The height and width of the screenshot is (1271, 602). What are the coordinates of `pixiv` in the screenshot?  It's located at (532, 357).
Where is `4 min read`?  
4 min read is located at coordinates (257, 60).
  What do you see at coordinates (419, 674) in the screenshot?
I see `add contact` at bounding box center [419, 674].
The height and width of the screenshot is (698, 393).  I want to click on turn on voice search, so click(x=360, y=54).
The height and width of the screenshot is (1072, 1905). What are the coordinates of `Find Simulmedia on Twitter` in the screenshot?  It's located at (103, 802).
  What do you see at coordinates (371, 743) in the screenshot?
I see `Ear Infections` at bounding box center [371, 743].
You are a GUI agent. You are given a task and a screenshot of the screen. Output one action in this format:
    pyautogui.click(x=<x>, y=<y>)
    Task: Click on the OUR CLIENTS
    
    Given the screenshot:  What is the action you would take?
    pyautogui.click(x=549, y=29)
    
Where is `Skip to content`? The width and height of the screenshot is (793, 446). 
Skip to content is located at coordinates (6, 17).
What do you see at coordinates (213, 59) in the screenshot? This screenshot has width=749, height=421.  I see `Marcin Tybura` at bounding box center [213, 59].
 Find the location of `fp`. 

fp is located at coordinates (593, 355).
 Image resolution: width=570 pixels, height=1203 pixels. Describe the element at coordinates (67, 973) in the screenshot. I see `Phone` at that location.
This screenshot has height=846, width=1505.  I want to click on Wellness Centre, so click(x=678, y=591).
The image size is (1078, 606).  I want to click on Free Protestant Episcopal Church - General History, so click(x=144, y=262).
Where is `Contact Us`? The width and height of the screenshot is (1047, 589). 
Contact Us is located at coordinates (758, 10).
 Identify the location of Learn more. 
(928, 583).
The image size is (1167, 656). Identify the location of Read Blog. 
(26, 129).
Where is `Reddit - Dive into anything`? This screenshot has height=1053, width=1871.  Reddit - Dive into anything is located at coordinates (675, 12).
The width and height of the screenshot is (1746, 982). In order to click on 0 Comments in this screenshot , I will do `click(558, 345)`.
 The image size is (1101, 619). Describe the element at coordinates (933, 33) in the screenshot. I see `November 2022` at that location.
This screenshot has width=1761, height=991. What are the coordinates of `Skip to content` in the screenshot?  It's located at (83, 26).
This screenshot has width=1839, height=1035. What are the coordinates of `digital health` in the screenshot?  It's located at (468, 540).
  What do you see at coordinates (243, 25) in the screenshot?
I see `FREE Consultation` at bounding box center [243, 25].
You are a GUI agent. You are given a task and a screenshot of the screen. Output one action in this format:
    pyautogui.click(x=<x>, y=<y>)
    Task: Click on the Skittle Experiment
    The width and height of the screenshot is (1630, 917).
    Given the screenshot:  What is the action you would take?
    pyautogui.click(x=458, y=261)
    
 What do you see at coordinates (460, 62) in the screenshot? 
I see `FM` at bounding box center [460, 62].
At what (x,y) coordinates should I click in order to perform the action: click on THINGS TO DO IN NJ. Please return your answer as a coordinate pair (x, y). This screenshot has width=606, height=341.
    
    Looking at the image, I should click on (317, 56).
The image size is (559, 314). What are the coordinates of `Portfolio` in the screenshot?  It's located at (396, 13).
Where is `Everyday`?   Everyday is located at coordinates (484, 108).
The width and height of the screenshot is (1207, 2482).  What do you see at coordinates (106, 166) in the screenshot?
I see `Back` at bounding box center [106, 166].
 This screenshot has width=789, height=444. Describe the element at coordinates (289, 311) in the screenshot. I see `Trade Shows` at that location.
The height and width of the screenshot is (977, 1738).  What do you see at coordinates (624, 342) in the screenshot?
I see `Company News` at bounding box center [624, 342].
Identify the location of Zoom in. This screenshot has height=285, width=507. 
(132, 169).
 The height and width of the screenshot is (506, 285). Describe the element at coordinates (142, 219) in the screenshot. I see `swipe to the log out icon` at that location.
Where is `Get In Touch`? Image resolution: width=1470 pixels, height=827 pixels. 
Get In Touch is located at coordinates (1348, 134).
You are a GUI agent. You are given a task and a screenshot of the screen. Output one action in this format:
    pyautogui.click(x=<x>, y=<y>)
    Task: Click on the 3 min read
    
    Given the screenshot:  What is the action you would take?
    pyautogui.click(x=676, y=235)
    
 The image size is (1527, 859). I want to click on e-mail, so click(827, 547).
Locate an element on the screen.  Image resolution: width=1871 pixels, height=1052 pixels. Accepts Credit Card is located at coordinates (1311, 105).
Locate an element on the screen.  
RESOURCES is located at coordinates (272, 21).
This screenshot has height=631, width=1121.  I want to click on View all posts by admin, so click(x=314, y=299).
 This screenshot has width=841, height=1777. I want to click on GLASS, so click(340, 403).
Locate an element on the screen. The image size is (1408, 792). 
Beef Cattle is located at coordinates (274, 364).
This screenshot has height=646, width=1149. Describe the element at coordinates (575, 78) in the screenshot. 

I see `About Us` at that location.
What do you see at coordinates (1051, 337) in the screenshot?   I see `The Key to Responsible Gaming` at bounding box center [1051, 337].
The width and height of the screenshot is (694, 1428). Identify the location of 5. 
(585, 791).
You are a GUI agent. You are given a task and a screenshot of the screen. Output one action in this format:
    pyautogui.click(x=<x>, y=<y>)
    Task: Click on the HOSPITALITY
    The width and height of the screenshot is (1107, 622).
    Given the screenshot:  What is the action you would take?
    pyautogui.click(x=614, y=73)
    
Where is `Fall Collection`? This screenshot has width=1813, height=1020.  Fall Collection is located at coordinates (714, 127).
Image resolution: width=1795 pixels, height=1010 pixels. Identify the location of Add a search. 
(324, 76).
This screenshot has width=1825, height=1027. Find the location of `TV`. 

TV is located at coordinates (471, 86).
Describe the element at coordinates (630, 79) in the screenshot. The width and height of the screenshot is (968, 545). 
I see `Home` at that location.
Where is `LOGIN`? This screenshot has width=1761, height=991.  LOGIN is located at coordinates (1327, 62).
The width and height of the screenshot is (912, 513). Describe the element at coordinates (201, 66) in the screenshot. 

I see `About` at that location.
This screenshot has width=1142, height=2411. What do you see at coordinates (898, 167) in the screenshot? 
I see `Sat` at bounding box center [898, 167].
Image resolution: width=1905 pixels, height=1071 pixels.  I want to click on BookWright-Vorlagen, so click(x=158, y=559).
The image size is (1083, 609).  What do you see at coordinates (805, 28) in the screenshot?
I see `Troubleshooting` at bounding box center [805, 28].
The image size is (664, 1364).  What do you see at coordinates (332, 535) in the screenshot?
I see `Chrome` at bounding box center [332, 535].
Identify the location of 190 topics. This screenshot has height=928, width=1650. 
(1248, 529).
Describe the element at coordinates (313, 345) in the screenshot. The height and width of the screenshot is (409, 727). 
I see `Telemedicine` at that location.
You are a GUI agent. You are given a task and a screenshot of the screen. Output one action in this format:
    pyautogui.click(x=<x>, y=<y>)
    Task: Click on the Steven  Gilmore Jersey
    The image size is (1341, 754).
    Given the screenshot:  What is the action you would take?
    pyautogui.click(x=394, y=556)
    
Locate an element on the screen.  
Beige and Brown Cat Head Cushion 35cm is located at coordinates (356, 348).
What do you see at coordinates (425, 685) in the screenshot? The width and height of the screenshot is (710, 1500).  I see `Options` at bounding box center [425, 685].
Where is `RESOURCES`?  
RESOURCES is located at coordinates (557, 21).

EXERCISE DESCRIPTION:
Could you output every record above exactly as written?

WRITTEN SOLUTION:
The height and width of the screenshot is (1271, 602). What are the coordinates of `pixiv` in the screenshot?  It's located at (532, 357).
Where is `4 min read`?  
4 min read is located at coordinates (257, 60).
  What do you see at coordinates (419, 674) in the screenshot?
I see `add contact` at bounding box center [419, 674].
The height and width of the screenshot is (698, 393).  I want to click on turn on voice search, so click(x=360, y=54).
The height and width of the screenshot is (1072, 1905). What are the coordinates of `Find Simulmedia on Twitter` in the screenshot?  It's located at (103, 802).
  What do you see at coordinates (371, 743) in the screenshot?
I see `Ear Infections` at bounding box center [371, 743].
You are a GUI agent. You are given a task and a screenshot of the screen. Output one action in this format:
    pyautogui.click(x=<x>, y=<y>)
    Task: Click on the OUR CLIENTS
    
    Given the screenshot:  What is the action you would take?
    pyautogui.click(x=549, y=29)
    
Where is `Skip to content`? The width and height of the screenshot is (793, 446). 
Skip to content is located at coordinates (6, 17).
What do you see at coordinates (213, 59) in the screenshot? This screenshot has width=749, height=421.  I see `Marcin Tybura` at bounding box center [213, 59].
 Find the location of `fp`. 

fp is located at coordinates (593, 355).
 Image resolution: width=570 pixels, height=1203 pixels. Describe the element at coordinates (67, 973) in the screenshot. I see `Phone` at that location.
This screenshot has height=846, width=1505.  I want to click on Wellness Centre, so click(x=678, y=591).
The image size is (1078, 606).  I want to click on Free Protestant Episcopal Church - General History, so click(x=144, y=262).
Where is `Contact Us`? The width and height of the screenshot is (1047, 589). 
Contact Us is located at coordinates (758, 10).
 Identify the location of Learn more. 
(928, 583).
The image size is (1167, 656). Identify the location of Read Blog. 
(26, 129).
Where is `Reddit - Dive into anything`? This screenshot has height=1053, width=1871.  Reddit - Dive into anything is located at coordinates (675, 12).
The width and height of the screenshot is (1746, 982). In order to click on 0 Comments in this screenshot , I will do `click(558, 345)`.
 The image size is (1101, 619). Describe the element at coordinates (933, 33) in the screenshot. I see `November 2022` at that location.
This screenshot has width=1761, height=991. What are the coordinates of `Skip to content` in the screenshot?  It's located at (83, 26).
This screenshot has width=1839, height=1035. What are the coordinates of `digital health` in the screenshot?  It's located at (468, 540).
  What do you see at coordinates (243, 25) in the screenshot?
I see `FREE Consultation` at bounding box center [243, 25].
You are a GUI agent. You are given a task and a screenshot of the screen. Output one action in this format:
    pyautogui.click(x=<x>, y=<y>)
    Task: Click on the Skittle Experiment
    The width and height of the screenshot is (1630, 917).
    Given the screenshot:  What is the action you would take?
    pyautogui.click(x=458, y=261)
    
 What do you see at coordinates (460, 62) in the screenshot? 
I see `FM` at bounding box center [460, 62].
At what (x,y) coordinates should I click in order to perform the action: click on THINGS TO DO IN NJ. Please return your answer as a coordinate pair (x, y). This screenshot has width=606, height=341.
    
    Looking at the image, I should click on (317, 56).
The image size is (559, 314). What are the coordinates of `Portfolio` in the screenshot?  It's located at (396, 13).
Where is `Everyday`?   Everyday is located at coordinates (484, 108).
The width and height of the screenshot is (1207, 2482).  What do you see at coordinates (106, 166) in the screenshot?
I see `Back` at bounding box center [106, 166].
 This screenshot has width=789, height=444. Describe the element at coordinates (289, 311) in the screenshot. I see `Trade Shows` at that location.
The height and width of the screenshot is (977, 1738).  What do you see at coordinates (624, 342) in the screenshot?
I see `Company News` at bounding box center [624, 342].
Identify the location of Zoom in. This screenshot has height=285, width=507. 
(132, 169).
 The height and width of the screenshot is (506, 285). Describe the element at coordinates (142, 219) in the screenshot. I see `swipe to the log out icon` at that location.
Where is `Get In Touch`? Image resolution: width=1470 pixels, height=827 pixels. 
Get In Touch is located at coordinates (1348, 134).
You are a GUI agent. You are given a task and a screenshot of the screen. Output one action in this format:
    pyautogui.click(x=<x>, y=<y>)
    Task: Click on the 3 min read
    
    Given the screenshot:  What is the action you would take?
    pyautogui.click(x=676, y=235)
    
 The image size is (1527, 859). I want to click on e-mail, so click(827, 547).
Locate an element on the screen.  Image resolution: width=1871 pixels, height=1052 pixels. Accepts Credit Card is located at coordinates (1311, 105).
Locate an element on the screen.  
RESOURCES is located at coordinates (272, 21).
This screenshot has height=631, width=1121.  I want to click on View all posts by admin, so click(x=314, y=299).
 This screenshot has width=841, height=1777. I want to click on GLASS, so click(340, 403).
Locate an element on the screen. The image size is (1408, 792). 
Beef Cattle is located at coordinates (274, 364).
This screenshot has height=646, width=1149. Describe the element at coordinates (575, 78) in the screenshot. 

I see `About Us` at that location.
What do you see at coordinates (1051, 337) in the screenshot?   I see `The Key to Responsible Gaming` at bounding box center [1051, 337].
The width and height of the screenshot is (694, 1428). Identify the location of 5. 
(585, 791).
You are a GUI agent. You are given a task and a screenshot of the screen. Output one action in this format:
    pyautogui.click(x=<x>, y=<y>)
    Task: Click on the HOSPITALITY
    The width and height of the screenshot is (1107, 622).
    Given the screenshot:  What is the action you would take?
    pyautogui.click(x=614, y=73)
    
Where is `Fall Collection`? This screenshot has width=1813, height=1020.  Fall Collection is located at coordinates (714, 127).
Image resolution: width=1795 pixels, height=1010 pixels. Identify the location of Add a search. 
(324, 76).
This screenshot has width=1825, height=1027. Find the location of `TV`. 

TV is located at coordinates (471, 86).
Describe the element at coordinates (630, 79) in the screenshot. The width and height of the screenshot is (968, 545). 
I see `Home` at that location.
Where is `LOGIN`? This screenshot has width=1761, height=991.  LOGIN is located at coordinates (1327, 62).
The width and height of the screenshot is (912, 513). Describe the element at coordinates (201, 66) in the screenshot. 

I see `About` at that location.
This screenshot has width=1142, height=2411. What do you see at coordinates (898, 167) in the screenshot? 
I see `Sat` at bounding box center [898, 167].
Image resolution: width=1905 pixels, height=1071 pixels.  I want to click on BookWright-Vorlagen, so click(x=158, y=559).
The image size is (1083, 609).  What do you see at coordinates (805, 28) in the screenshot?
I see `Troubleshooting` at bounding box center [805, 28].
The image size is (664, 1364).  What do you see at coordinates (332, 535) in the screenshot?
I see `Chrome` at bounding box center [332, 535].
Identify the location of 190 topics. This screenshot has height=928, width=1650. 
(1248, 529).
Describe the element at coordinates (313, 345) in the screenshot. The height and width of the screenshot is (409, 727). 
I see `Telemedicine` at that location.
You are a GUI agent. You are given a task and a screenshot of the screen. Output one action in this format:
    pyautogui.click(x=<x>, y=<y>)
    Task: Click on the Steven  Gilmore Jersey
    The image size is (1341, 754).
    Given the screenshot:  What is the action you would take?
    pyautogui.click(x=394, y=556)
    
Locate an element on the screen.  
Beige and Brown Cat Head Cushion 35cm is located at coordinates (356, 348).
What do you see at coordinates (425, 685) in the screenshot? The width and height of the screenshot is (710, 1500).  I see `Options` at bounding box center [425, 685].
Where is `RESOURCES`?  
RESOURCES is located at coordinates (557, 21).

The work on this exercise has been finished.